Natural Gas Prices Hold Steady as Weather Lifts Demand, Then Fades

Natural gas futures weren't moving much on June 12. The price is largely locked in place by two forces pulling in opposite directions: a brief demand surge from forecasts of hotter weather, and a steady decline in gas flowing to terminals where it gets liquefied and shipped overseas, according to The Wall Street Journal.
Earlier in the week, the weather forecast had given prices a lift. On Wednesday, futures climbed about 1% after forecasters said temperatures would run hotter than normal over the next two weeks, per Reuters. More people running air conditioning means more natural gas burned to power plants. That should mean higher prices.
But the gain didn't stick. By Thursday and into Friday, traders stepped back in. The real story wasn't the weather bump — it was what was happening at the liquefied natural gas export plants.
The Export Terminal Problem
The U.S. exports natural gas by cooling it into a liquid (hence LNG) and loading it onto ships. Those terminals act like a valve on domestic supply. When they're running full, they suck up a lot of gas. When they slow down, all that extra gas stays in the U.S. market and pulls prices down.
In early June, deliveries to those export terminals were tracking toward a four-month low of 15.7 billion cubic feet per day. The reason: scheduled maintenance. LNG plants, like any industrial facility, need downtime for repairs and upgrades. That maintenance directly cuts the volume of American gas being processed and shipped, Reuters reported.
This is a predictable seasonal pattern. Export operators usually schedule maintenance during months when global LNG prices aren't offering them a big profit incentive to squeeze out every last ton. Fewer ships pulling gas away = less demand for fuel = lower prices at home.
The contrast with six weeks earlier tells you something important. In early May, the price had spiked as U.S. gas output fell and LNG exports were running hot, per an earlier Reuters report. So between May and June, the market swung from one extreme to the other — a surge in exports, then a collapse — in a matter of weeks. Both moves were sharp and temporary.
Why Prices Aren't Spiking
You might wonder: if weather is driving demand higher and exports are down, shouldn't prices be rising more?

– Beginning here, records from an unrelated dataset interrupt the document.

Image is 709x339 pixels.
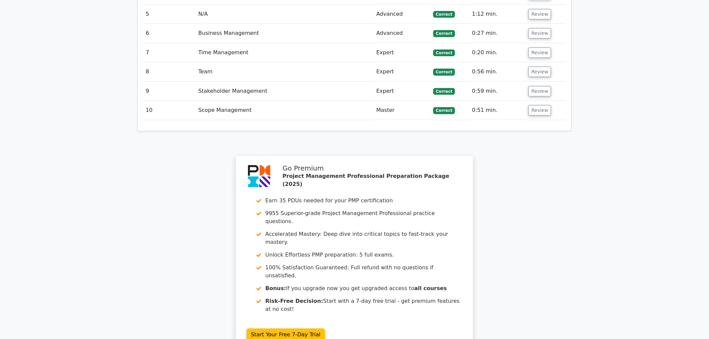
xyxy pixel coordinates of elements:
button: Review [529,48,551,58]
span: Correct [433,50,455,56]
td: 8 [143,62,196,81]
td: 1:12 min. [470,5,526,24]
td: Stakeholder Management [196,82,374,101]
td: Time Management [196,43,374,62]
span: Correct [433,107,455,114]
button: Review [529,105,551,116]
td: 9 [143,82,196,101]
span: Correct [433,88,455,95]
td: 0:51 min. [470,101,526,120]
span: Correct [433,30,455,37]
button: Review [529,28,551,39]
span: Correct [433,11,455,18]
td: Master [374,101,431,120]
td: Expert [374,43,431,62]
td: Expert [374,62,431,81]
span: Correct [433,69,455,75]
td: 0:27 min. [470,24,526,43]
td: 0:56 min. [470,62,526,81]
td: 0:59 min. [470,82,526,101]
td: Advanced [374,5,431,24]
button: Review [529,86,551,97]
td: Scope Management [196,101,374,120]
td: Team [196,62,374,81]
td: N/A [196,5,374,24]
td: 10 [143,101,196,120]
button: Review [529,9,551,19]
td: Business Management [196,24,374,43]
td: Expert [374,82,431,101]
td: 0:20 min. [470,43,526,62]
td: 5 [143,5,196,24]
td: 7 [143,43,196,62]
button: Review [529,67,551,77]
td: Advanced [374,24,431,43]
td: 6 [143,24,196,43]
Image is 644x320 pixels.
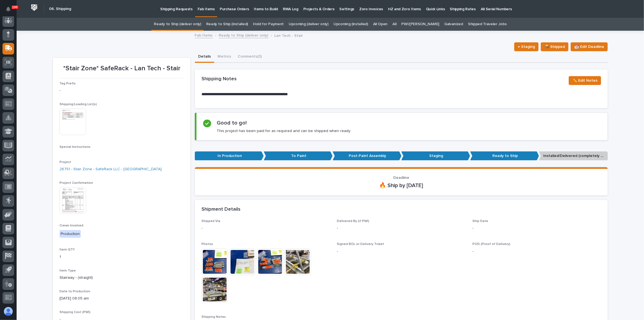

The answer is supply.
The U.S. Energy Information Administration forecasts that domestic natural gas production will grow 3.3% this year alone, adding roughly 3.9 billion cubic feet per day of new output. That's not a small increase, per the EIA's Short-Term Energy Outlook. It's roughly the same amount that export terminals would draw if they return to full capacity.
Think of it like a bathtub. Even if the drain (exports) slows or the faucet (weather demand) gets turned up, you've got a steady flow of new water pouring in from supply growth. You'd need a much bigger drain or a much hotter stretch of weather to actually make the tub overflow.
For winter, when heating demand spikes and exports might run full again, the key question is whether storage tanks can fill back up during the injection season — the months when demand is low and gas can be pumped underground for later use. If production keeps growing at 3.9 billion cubic feet per day, there's plenty of gas to go around.
What to Watch
The oscillation between May's high, early June's export-driven low, and the brief weather bump shows natural gas as a reactive market. It swings on short-term signals — a two-week weather forecast, a maintenance window announced by a plant operator — while the bigger picture of rising supply keeps a ceiling on how high prices can go.
For people who deal in physical gas or run trading desks, the real uncertainty right now is maintenance schedules and unexpected outages at export plants. Those can surprise the market. But stepping back: if U.S. production keeps expanding the way the EIA expects, sustained price spikes look unlikely through 2026. Temporary tightness is real, but the underlying cushion of new supply is substantial.
The price holding flat on June 12 makes sense. The market has priced in the near-term noise for now. What traders are waiting for is the next major driver — most likely how fast storage tanks get filled with gas over the next six to eight weeks.